Sunday, November 15, 2020

The Murder Business

The Murder Business by Peter C. Herring is an obscure thriller from 1976 with a premise so intriguing that I decided to track down a copy and read it. It's basically a what-if  story: what if James Bond, due to psycho-sexual pathology and a tough childhood, turned to the "dark side" and become an assassin working for a SPECTRE-like cabal headquartered in the USA instead of Her Majesty's Secret Service?

The dark side Bond in question is a handsome, dark-haired professional killer named Michael, who, like Bond, lives in a London flat, jets around the world on dangerous missions for a powerful cabal, is a smooth, stone-cold operative with a way with killing men and loving ladies alike. The cabal in question here is not MI6, but The Board--a circle of ten very powerful men who are said to secretly run the USA, and by extension, the world. The Board was apparently responsible for the assassinations of the Kennedy brothers in the 1960s, as the latter were threatening to expose and reign in their shadowy power. The Board has toned down their assassinations in the 1970s, but are still targeting politicians who threaten them with exposure--often dispatching their best operative, Michael, to do the wetwork.

The novel begins with Michael doing what he does best: sneaking up on a troublesome VIP and efficiently executing him with his trusty knife. Then we get to go inside the Board's meetings as they plot more killings to ensure their continued world domination, followed by Michael doing another job--this one rather kinky, as it involves sex, killing and Michael's rather orgasmic reaction to both. We also get to meet Jenny, Michael's beautiful girlfriend who is the first person in the world that the stone-cold killing machine has ever had feelings for.

The story takes a sudden turn when the Board discovers a plot to destroy them by a rival organization seeking to unseat them as the world's top Illuminati. Michael, with Jenny in tow, takes a vacation to the south of France to get away from the heat but soon finds himself hunted by unknown assassins. Who is trying to kill him and why? What should Michael do about Jenny, now that she knows he is involved in the murder business? The tale gets darker and more violent as more assassins show up, people are killed in gruesome ways, the Board is hit hard and the stress of it all causes a mental breakdown of not only Jenny but the normally Terminator-like Michael.

Despite the promising set-up, I'm afraid Peter Herring is no Ian Fleming. The writing is often clumsy and over-written; there's a lot of irrelevant detail about what Michael ate, the color of the sky, etc., the characters are rather cliched, and the story lacks the flair that made Fleming's Bond a worldwide phenomenon. This reads like a men's adventure novel that is trying to be more literary than it needs to be, or than the author is capable of. Which is too bad, because Michael had the potential to be for the spy genre somewhat like what Parker was for the crime genre: a psychopathic protagonist who shows us what life can be like on the dark side, if you throw off the yoke of governments, laws and morals and become a freelance Shadow operative dedicated purely to the ruthless execution of your craft. But to achieve that status, Herring would have had to be a better writer; he simply doesn't bring the writing chops or technical details that Donald Westlake did to the Parker series. Nevertheless, if you are intrigued by the premise and fascinated by dark side spy, crime and assassin fiction (what I call "shadow-fiction"), you may find The Murder Business worth your time.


### [WHAT THIS TASK INVOLVES]
Without the pictures, retype each line below exactly as it stands.
————————
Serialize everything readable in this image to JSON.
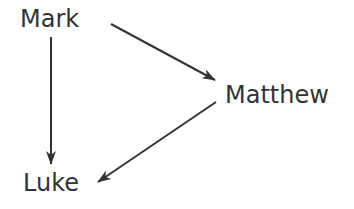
{
  "diagram": {
    "nodes": [
      {
        "id": "mark",
        "label": "Mark"
      },
      {
        "id": "matthew",
        "label": "Matthew"
      },
      {
        "id": "luke",
        "label": "Luke"
      }
    ],
    "edges": [
      {
        "from": "Mark",
        "to": "Matthew"
      },
      {
        "from": "Mark",
        "to": "Luke"
      },
      {
        "from": "Matthew",
        "to": "Luke"
      }
    ],
    "colors": {
      "text": "#333333",
      "arrow": "#333333",
      "background": "#ffffff"
    }
  }
}
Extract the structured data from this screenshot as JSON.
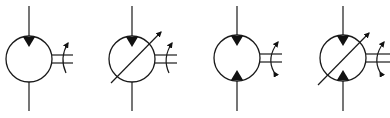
{
  "diagram": {
    "type": "hydraulic-symbols",
    "colors": {
      "line": "#1a1a1a",
      "fill": "#111111",
      "background": "#ffffff"
    },
    "symbols": [
      {
        "id": "symbol-1",
        "kind": "fixed-displacement-unidirectional",
        "center": [
          29,
          59
        ],
        "radius": 23,
        "triangles": [
          "top-pointing-in"
        ],
        "variable_arrow": false,
        "rotation": "single-direction"
      },
      {
        "id": "symbol-2",
        "kind": "variable-displacement-unidirectional",
        "center": [
          132,
          59
        ],
        "radius": 23,
        "triangles": [
          "top-pointing-in"
        ],
        "variable_arrow": true,
        "rotation": "single-direction"
      },
      {
        "id": "symbol-3",
        "kind": "fixed-displacement-bidirectional",
        "center": [
          237,
          58
        ],
        "radius": 23,
        "triangles": [
          "top-pointing-in",
          "bottom-pointing-in"
        ],
        "variable_arrow": false,
        "rotation": "bi-direction"
      },
      {
        "id": "symbol-4",
        "kind": "variable-displacement-bidirectional",
        "center": [
          343,
          58
        ],
        "radius": 23,
        "triangles": [
          "top-pointing-in",
          "bottom-pointing-in"
        ],
        "variable_arrow": true,
        "rotation": "bi-direction"
      }
    ]
  }
}
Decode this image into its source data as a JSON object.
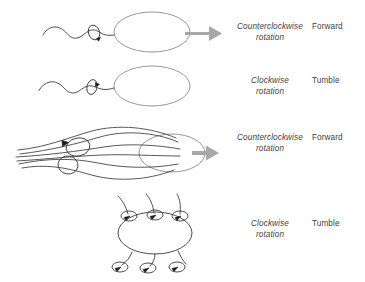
{
  "figure": {
    "background_color": "#ffffff",
    "ink_color": "#3a3a3a",
    "arrow_color": "#a8a8a8",
    "cell_outline_color": "#8a8a8a",
    "rows": [
      {
        "id": "monotrichous-ccw",
        "cell_type": "monotrichous-single-polar-flagellum",
        "flagella_count": 1,
        "flagella_state": "bundled-helical-wave",
        "rotation_label": "Counterclockwise\nrotation",
        "rotation_line_1": "Counterclockwise",
        "rotation_line_2": "rotation",
        "outcome_label": "Forward",
        "motion_arrow": true
      },
      {
        "id": "monotrichous-cw",
        "cell_type": "monotrichous-single-polar-flagellum",
        "flagella_count": 1,
        "flagella_state": "reversed-wave",
        "rotation_label": "Clockwise\nrotation",
        "rotation_line_1": "Clockwise",
        "rotation_line_2": "rotation",
        "outcome_label": "Tumble",
        "motion_arrow": false
      },
      {
        "id": "peritrichous-ccw",
        "cell_type": "peritrichous-multiple-flagella",
        "flagella_count": 6,
        "flagella_state": "bundled-together",
        "rotation_label": "Counterclockwise\nrotation",
        "rotation_line_1": "Counterclockwise",
        "rotation_line_2": "rotation",
        "outcome_label": "Forward",
        "motion_arrow": true
      },
      {
        "id": "peritrichous-cw",
        "cell_type": "peritrichous-multiple-flagella",
        "flagella_count": 6,
        "flagella_state": "splayed-apart",
        "rotation_label": "Clockwise\nrotation",
        "rotation_line_1": "Clockwise",
        "rotation_line_2": "rotation",
        "outcome_label": "Tumble",
        "motion_arrow": false
      }
    ]
  }
}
————————
### [SOLUTION TO THE PROBLEM]
Serialize everything readable in this image to JSON.
{
  "diagram": {
    "nodes": [
      {
        "id": "mark",
        "label": "Mark"
      },
      {
        "id": "matthew",
        "label": "Matthew"
      },
      {
        "id": "luke",
        "label": "Luke"
      }
    ],
    "edges": [
      {
        "from": "Mark",
        "to": "Matthew"
      },
      {
        "from": "Mark",
        "to": "Luke"
      },
      {
        "from": "Matthew",
        "to": "Luke"
      }
    ],
    "colors": {
      "text": "#333333",
      "arrow": "#333333",
      "background": "#ffffff"
    }
  }
}
Extract the structured data from this screenshot as JSON.
{
  "diagram": {
    "type": "hydraulic-symbols",
    "colors": {
      "line": "#1a1a1a",
      "fill": "#111111",
      "background": "#ffffff"
    },
    "symbols": [
      {
        "id": "symbol-1",
        "kind": "fixed-displacement-unidirectional",
        "center": [
          29,
          59
        ],
        "radius": 23,
        "triangles": [
          "top-pointing-in"
        ],
        "variable_arrow": false,
        "rotation": "single-direction"
      },
      {
        "id": "symbol-2",
        "kind": "variable-displacement-unidirectional",
        "center": [
          132,
          59
        ],
        "radius": 23,
        "triangles": [
          "top-pointing-in"
        ],
        "variable_arrow": true,
        "rotation": "single-direction"
      },
      {
        "id": "symbol-3",
        "kind": "fixed-displacement-bidirectional",
        "center": [
          237,
          58
        ],
        "radius": 23,
        "triangles": [
          "top-pointing-in",
          "bottom-pointing-in"
        ],
        "variable_arrow": false,
        "rotation": "bi-direction"
      },
      {
        "id": "symbol-4",
        "kind": "variable-displacement-bidirectional",
        "center": [
          343,
          58
        ],
        "radius": 23,
        "triangles": [
          "top-pointing-in",
          "bottom-pointing-in"
        ],
        "variable_arrow": true,
        "rotation": "bi-direction"
      }
    ]
  }
}
Decode this image into its source data as a JSON object.
{
  "figure": {
    "background_color": "#ffffff",
    "ink_color": "#3a3a3a",
    "arrow_color": "#a8a8a8",
    "cell_outline_color": "#8a8a8a",
    "rows": [
      {
        "id": "monotrichous-ccw",
        "cell_type": "monotrichous-single-polar-flagellum",
        "flagella_count": 1,
        "flagella_state": "bundled-helical-wave",
        "rotation_label": "Counterclockwise\nrotation",
        "rotation_line_1": "Counterclockwise",
        "rotation_line_2": "rotation",
        "outcome_label": "Forward",
        "motion_arrow": true
      },
      {
        "id": "monotrichous-cw",
        "cell_type": "monotrichous-single-polar-flagellum",
        "flagella_count": 1,
        "flagella_state": "reversed-wave",
        "rotation_label": "Clockwise\nrotation",
        "rotation_line_1": "Clockwise",
        "rotation_line_2": "rotation",
        "outcome_label": "Tumble",
        "motion_arrow": false
      },
      {
        "id": "peritrichous-ccw",
        "cell_type": "peritrichous-multiple-flagella",
        "flagella_count": 6,
        "flagella_state": "bundled-together",
        "rotation_label": "Counterclockwise\nrotation",
        "rotation_line_1": "Counterclockwise",
        "rotation_line_2": "rotation",
        "outcome_label": "Forward",
        "motion_arrow": true
      },
      {
        "id": "peritrichous-cw",
        "cell_type": "peritrichous-multiple-flagella",
        "flagella_count": 6,
        "flagella_state": "splayed-apart",
        "rotation_label": "Clockwise\nrotation",
        "rotation_line_1": "Clockwise",
        "rotation_line_2": "rotation",
        "outcome_label": "Tumble",
        "motion_arrow": false
      }
    ]
  }
}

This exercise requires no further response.